Players, whether in golf, baseball or other sports, also have a code they are required to live up to, and Karain did violate that code at Royal Melbourne. The code is this: Never react obviously, overtly, and physically.

That code would appear to leave the targets of abusive behavior few options, but there actually are a couple. The first and simplest is to alert authorities on the scene who can identify the offenders and take appropriate action.

On rare occasions, players can even respond directly. They have to be subtle, but subtlety is occasionally possible.

Back when the San Diego Padres held spring training in Yuma, Az., I attended a game which again was marred by the presence of a fan who had a particular case for Garry Templeton, then San Diego’s shortstop.
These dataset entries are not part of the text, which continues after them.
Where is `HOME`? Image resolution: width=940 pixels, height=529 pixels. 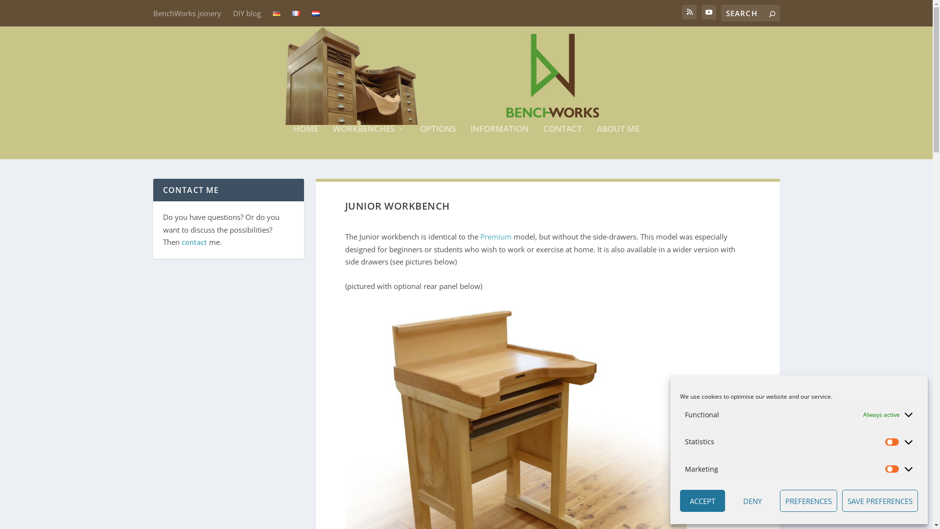 HOME is located at coordinates (306, 142).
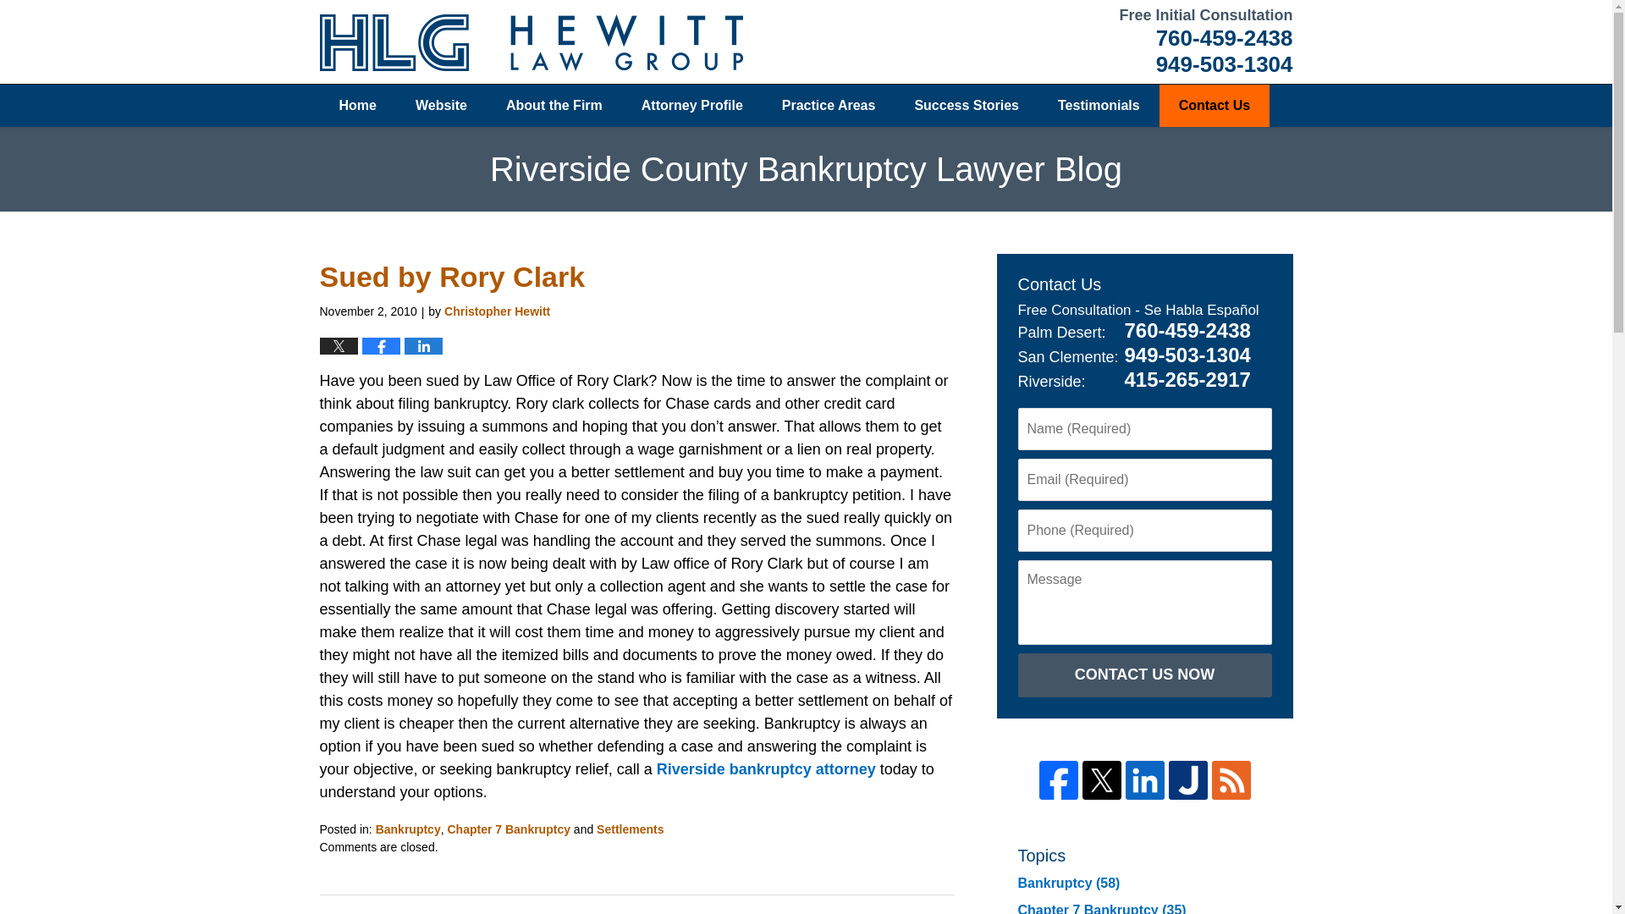 The width and height of the screenshot is (1625, 914). What do you see at coordinates (358, 106) in the screenshot?
I see `Home` at bounding box center [358, 106].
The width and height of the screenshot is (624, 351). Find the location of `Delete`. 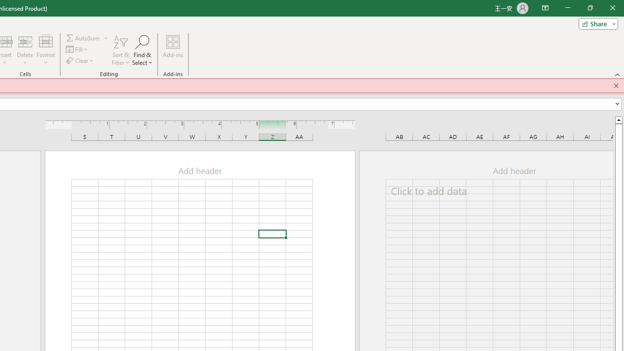

Delete is located at coordinates (25, 50).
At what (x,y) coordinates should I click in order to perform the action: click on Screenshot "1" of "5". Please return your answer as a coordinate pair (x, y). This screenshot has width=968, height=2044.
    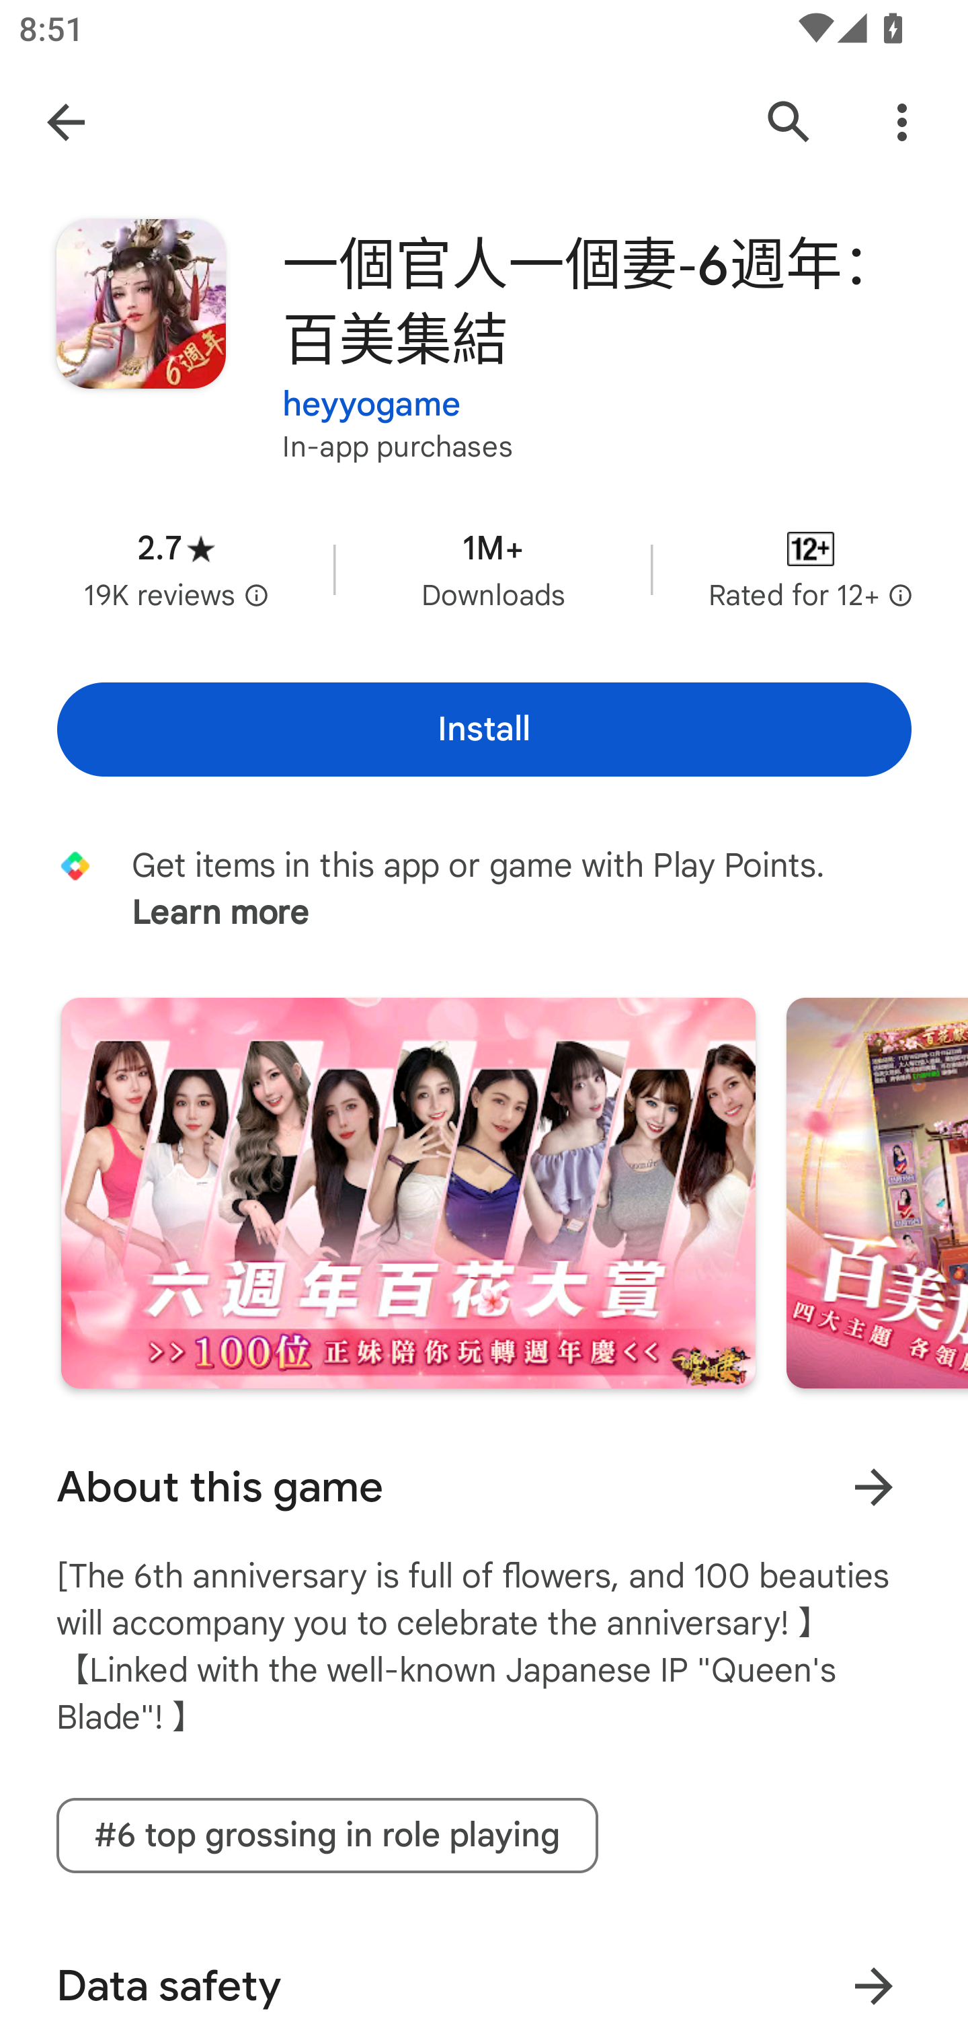
    Looking at the image, I should click on (408, 1193).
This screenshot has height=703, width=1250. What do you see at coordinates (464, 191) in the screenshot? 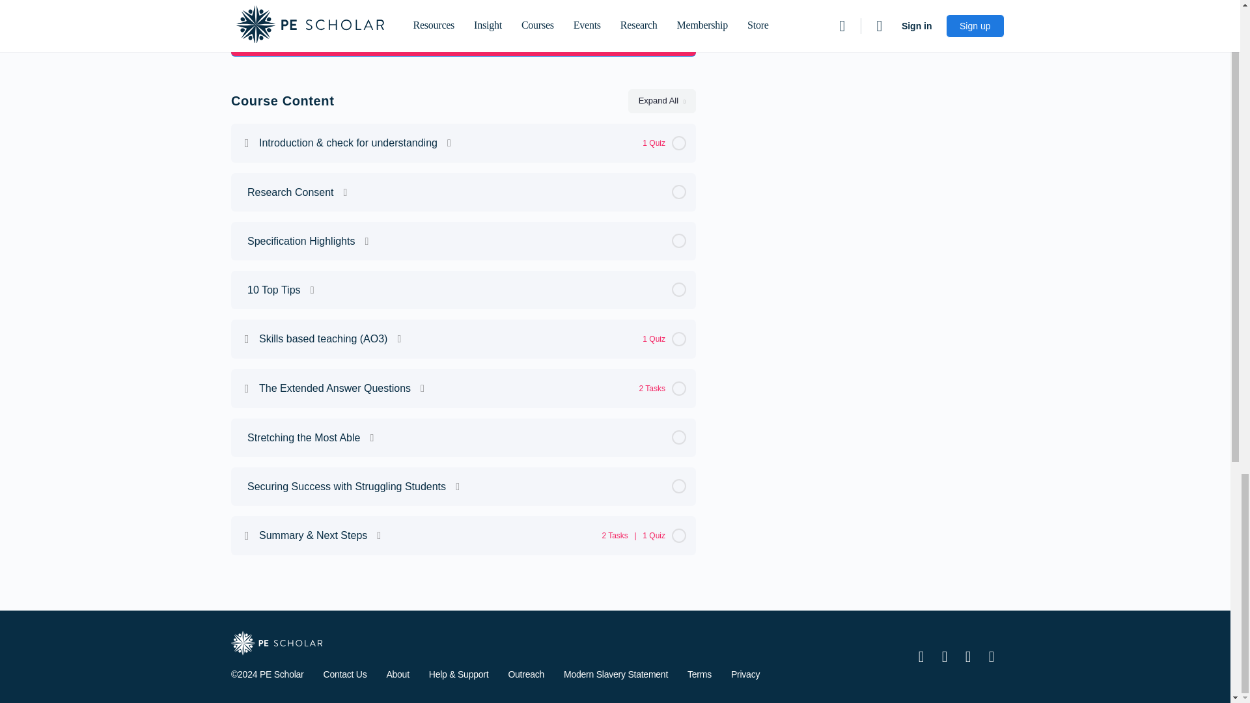
I see `Research Consent` at bounding box center [464, 191].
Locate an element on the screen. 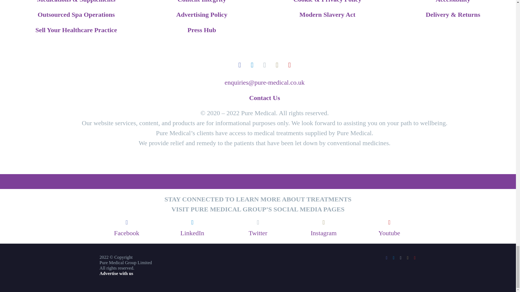 The height and width of the screenshot is (292, 520). Instagram is located at coordinates (408, 258).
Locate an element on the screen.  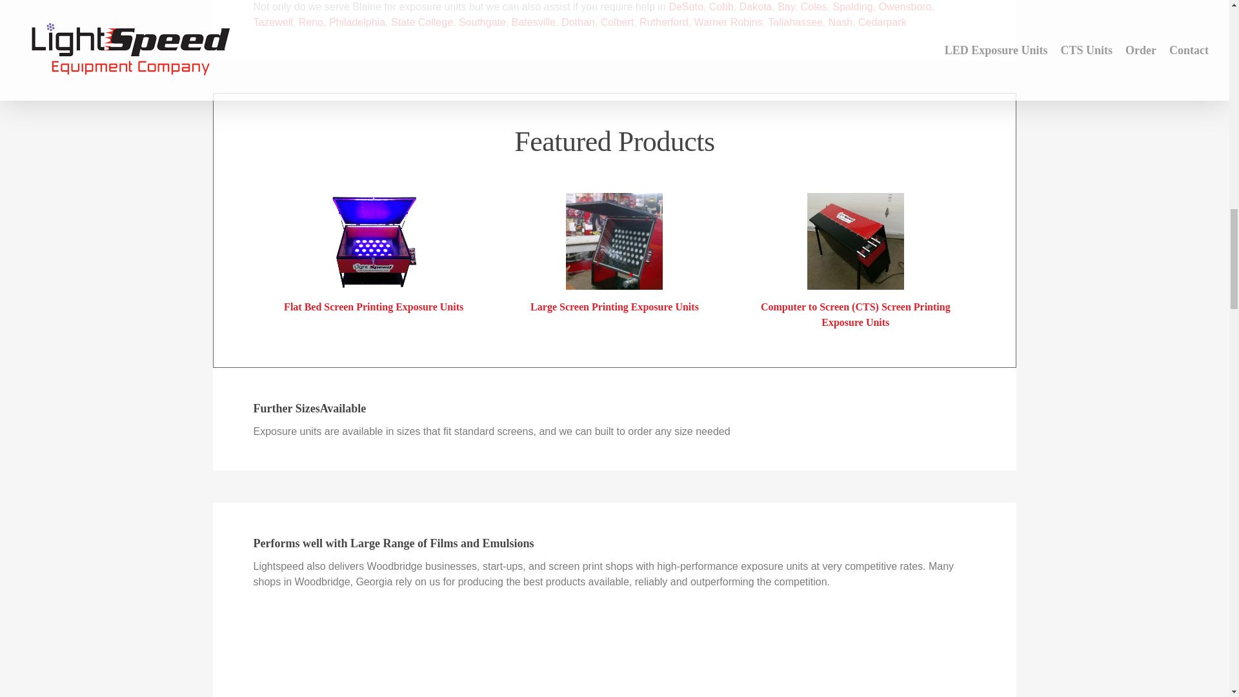
Large Screen Printing Exposure Units is located at coordinates (614, 306).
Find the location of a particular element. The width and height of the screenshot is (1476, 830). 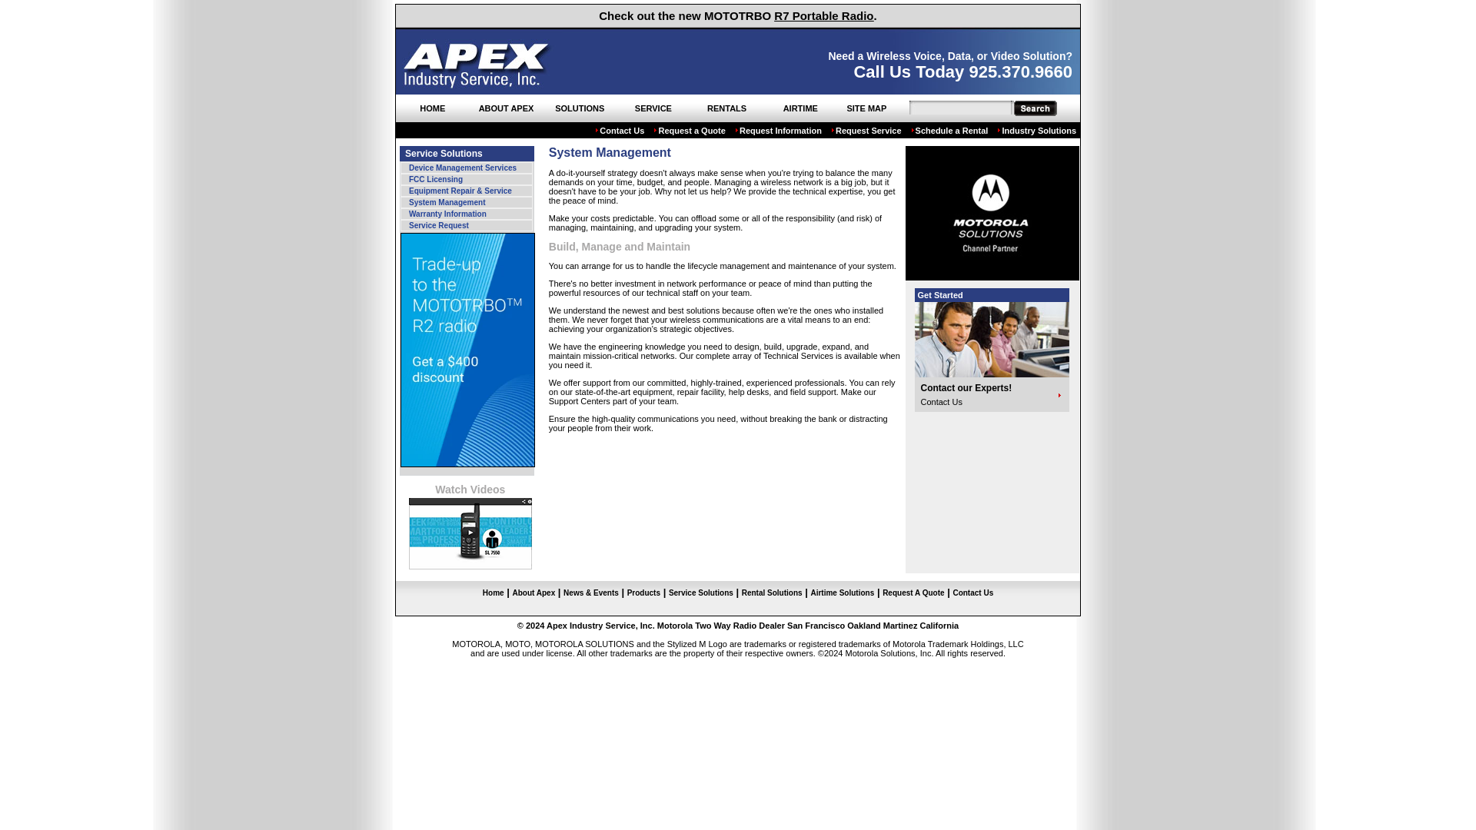

System Management is located at coordinates (466, 202).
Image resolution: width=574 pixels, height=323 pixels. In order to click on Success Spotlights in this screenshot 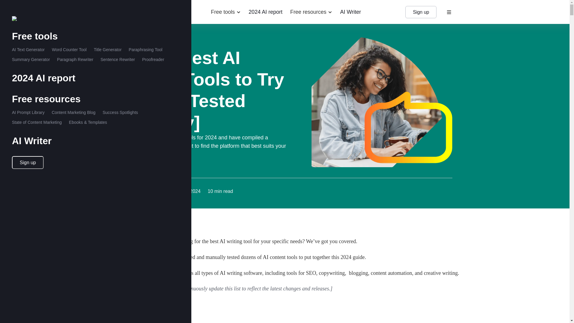, I will do `click(120, 112)`.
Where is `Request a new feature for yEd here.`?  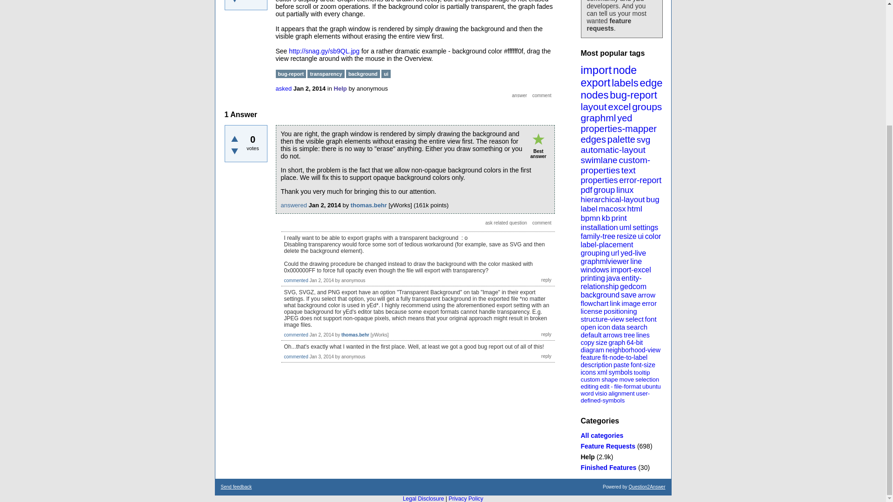
Request a new feature for yEd here. is located at coordinates (607, 446).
The Yuma training facility was a lot like many high school and some college ballyards today: Sports Fans could basically stand right up against the backstop, the field itself separated from the seating area only by a chain link fence. This abusive fan, therefore, couldn’t have been more than 20 or 30 feet from the players; there’s no question Templeton could hear every profane word the fan spoke…as could the rest of us.

I watched Templeton closely as he moved to the on-deck circle, and right into the path of the fan’s loudest, most profane, most insistent verbal abuse. Templeton stood with his back to the spectators, peering out at the game action, but all of us in the bleachers knew his ears were wide open.

At the height of the fan’s abuse, I saw Templeton – still staring straight out at the field – quietly slip his right thumb into the back pocket of his uniform pants, spread his fingers downward from the pocket, and very softly pat his rear end three or four times.

The gesture was perfect in both its subtlety, its delivery of a meaningful response and its propriety while not disengaging from the substance of the game being played around him.

Patrick Reed’s caddy would have been better off reacting as Garry Templeton did.